13% 0% 5% 2% 17% 23%

1.0% 0.8% 0.6% 0.5% 0.4% 0.4%
Maryland 380,546 407,350 447,040 470,019 583,034 687,049

11% 7% 10% 5% 24% 18%

5.3% 4.2% 3.5% 2.8% 2.5% 2.2%
MID-ATLANTIC 2,087,376 2,772,594 3,664,412 4,604,345 5,990,267 7,571,201
Decadal Increase 42% 33% 32% 26% 30% 26%
Share of US 28.8% 28.8% 28.5% 27.0% 25.8% 24.1%

Of course, any assumption that some fairly exceptional behaviour -- stove patenting -- should have been evenly spread across the country would be pretty ludicrous.  But at least the above table allows us to do a simple calculation: the Northern New England states had, in the 1830s, roughly half the population of New York State (their share of the U.S. total population fell from 7.4 percent to 6.3 percent between the 1830 and 1840 censuses, while New York State's was more stable at 14.9 to 14.2 percent), and recorded roughly half as many stove inventions (64 to 146).

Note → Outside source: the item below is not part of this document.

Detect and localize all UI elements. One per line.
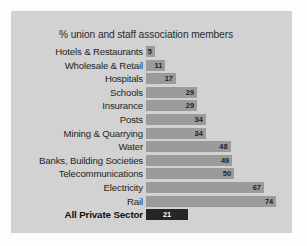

In these terms, at least, this peripheral region's inventors and entrepreneurs were punching only a little below their weight in the 1830s, but more or less abandoned the fight in the 1840s.  So this is probably what we need to focus on explaining: the great increase in inventive activity in the 1830s, and then its sudden collapse.

As anybody who may have read the three state studies will realize, the table also includes what I think of as key information helping to define and explain states' and regions' membership of the core and the periphery of the emerging American industrial economy, their rates of population growth and therefore new household formation.  The Mid-Atlantic region, and particularly New York State, was an area of spectacular and sustained population growth -- especially impressive for a region of mature settlement.  New York's population was growing almost explosively, even faster than the nation as a whole until the 1830s (U.S. figures, for comparison: 1800s 36 percent, 1810s, 1820s, and 1830s 33 percent, 1840s and 1850s back up to 36 percent).  Across New England, population growth lagged far behind -- a combined effect of the demographic transition to smaller family sizes, lots of out-migration, and very little inward migration until the "coming of the Irish" and other new western Europeans in the 1840s and 1850s.  Within New England, one can see the clear impact of industrialization in reversing the course leading towards a stagnant population, starting in Massachusetts in the 1820s, and beginning to affect Connecticut and Rhode Island in the 1840s and 1850s.  But in northern New England there was no such reversal: instead, rates of population growth continued along a downward path, even more in New Hampshire and Vermont than in Maine.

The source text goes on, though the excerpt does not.